Lovecraft has often been criticized for excessive back story, which typically involves depiction of a narrator diligently studying and pondering old records in search of an explanation for some bizarre event.  However, the detailed history of Curwen and his activities, as well as the clinical depiction of Ward’s collapse into psychic possession are critical to the story, and firmly establish the basis for the increasing horror and tragedy.  And Lovecraft skillfully brings the narratives of the two men together at the end, with a climax that is memorable and haunting.

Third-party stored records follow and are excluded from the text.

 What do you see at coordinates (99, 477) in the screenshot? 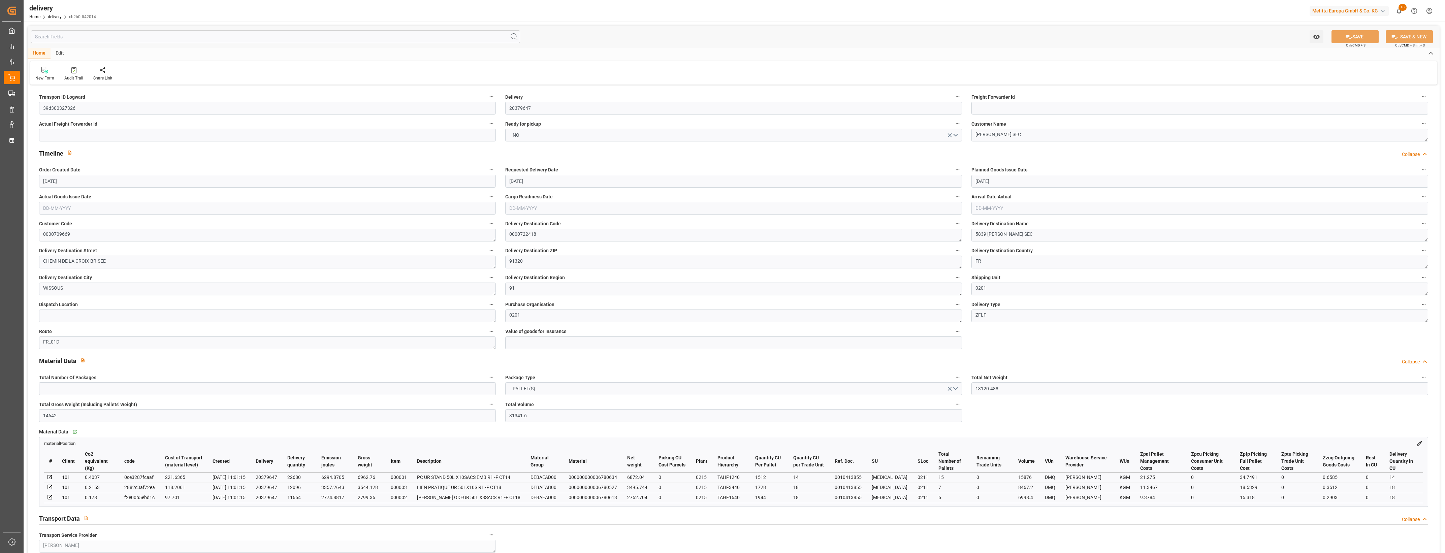
I see `div: 0.4037` at bounding box center [99, 477].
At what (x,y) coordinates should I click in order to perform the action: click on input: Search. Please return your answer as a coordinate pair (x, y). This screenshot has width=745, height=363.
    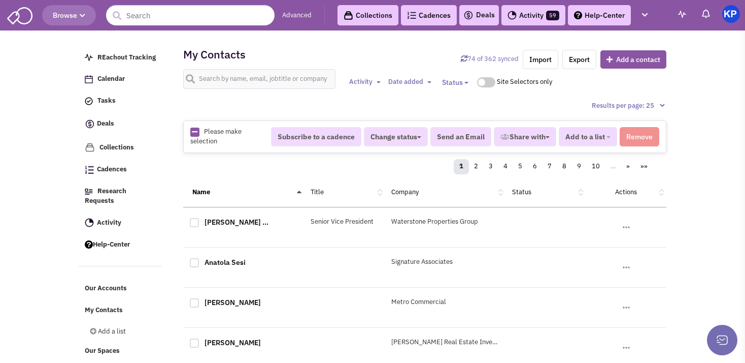
    Looking at the image, I should click on (190, 15).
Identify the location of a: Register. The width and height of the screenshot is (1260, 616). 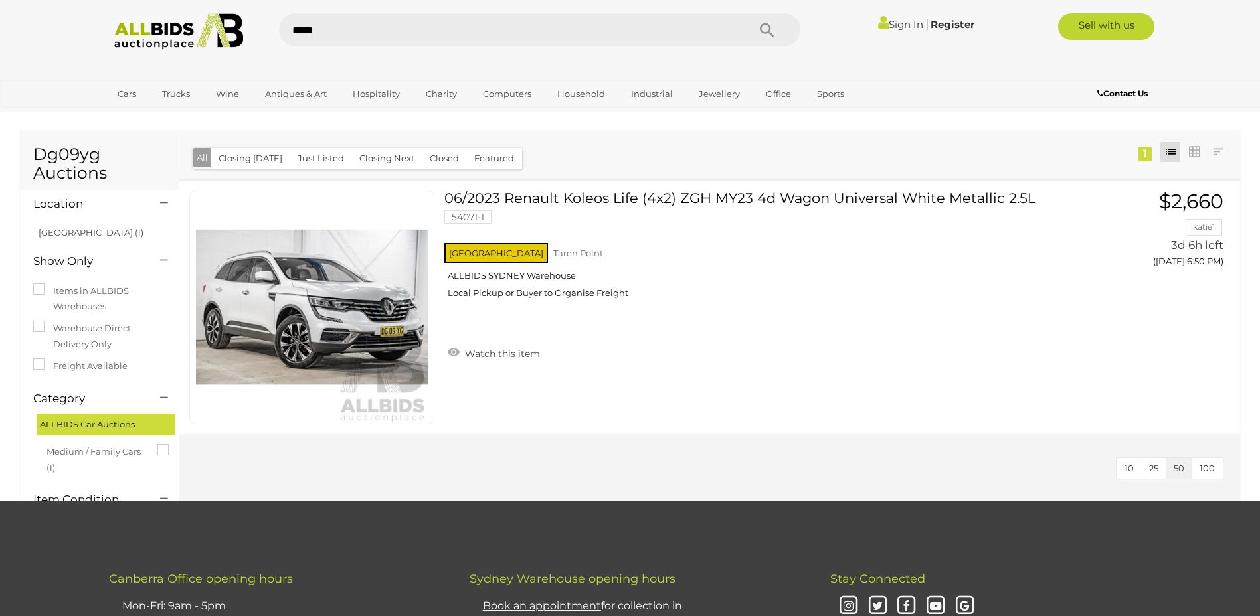
(952, 24).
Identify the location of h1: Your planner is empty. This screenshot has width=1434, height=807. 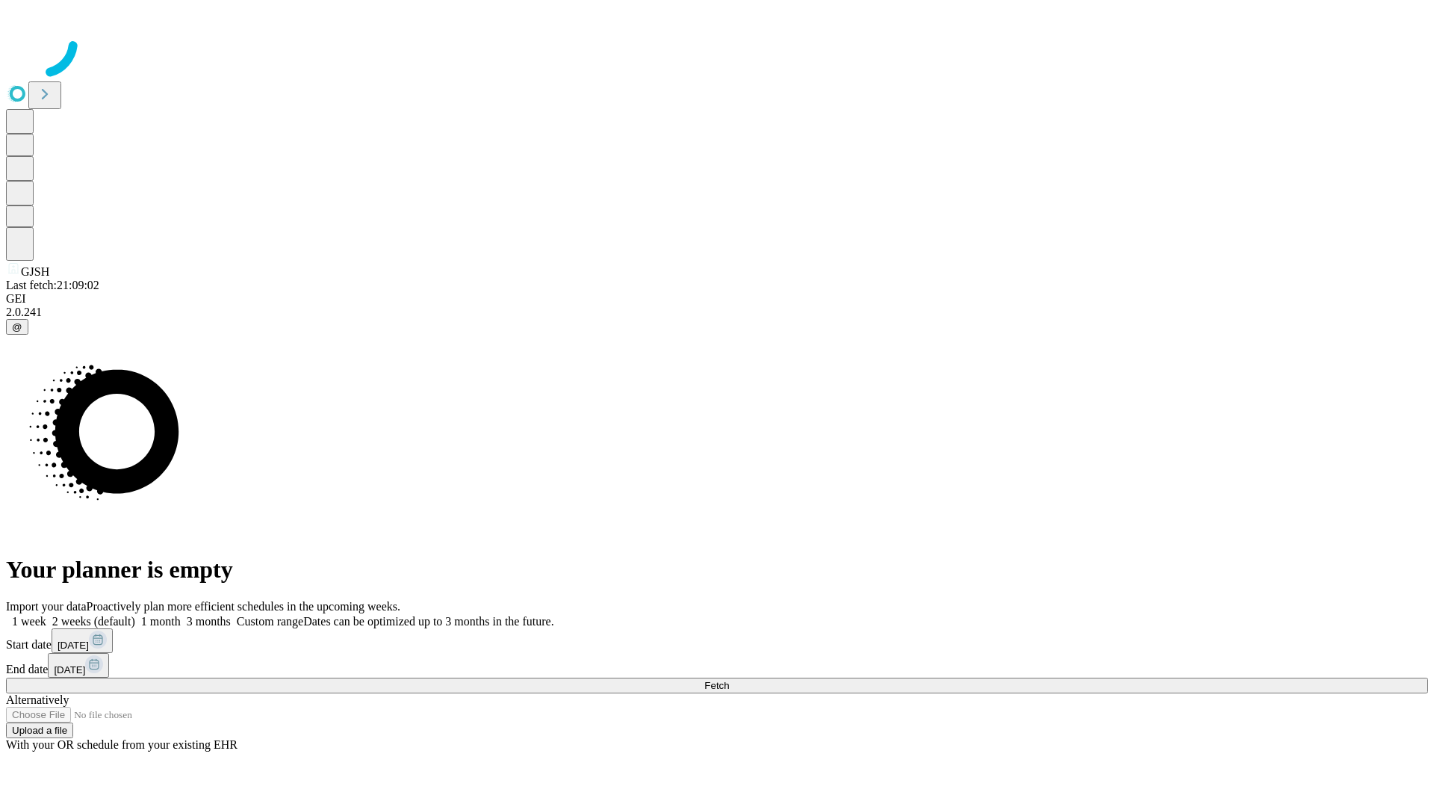
(717, 569).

By the late 1930s Lovecraft was attempting ever longer and more complex stories with multiple characters and subtle, disturbing themes.  His skill as an author was continuing to develop. His voluminous correspondence, the fragments and some of the posthumous publications he left behind—among them Ibid (1938), The Evil Clergyman (1939), The Very Old Folk (1940) The Dream Quest of Unknown Kadath (1943) and The Case of Charles Dexter Ward (1941) clearly show that his work was not yet done.  It is a tribute to his efforts that so many have since attempted to build on top of the foundation he laid, or perhaps—because there was so much excavation involved—uncovered.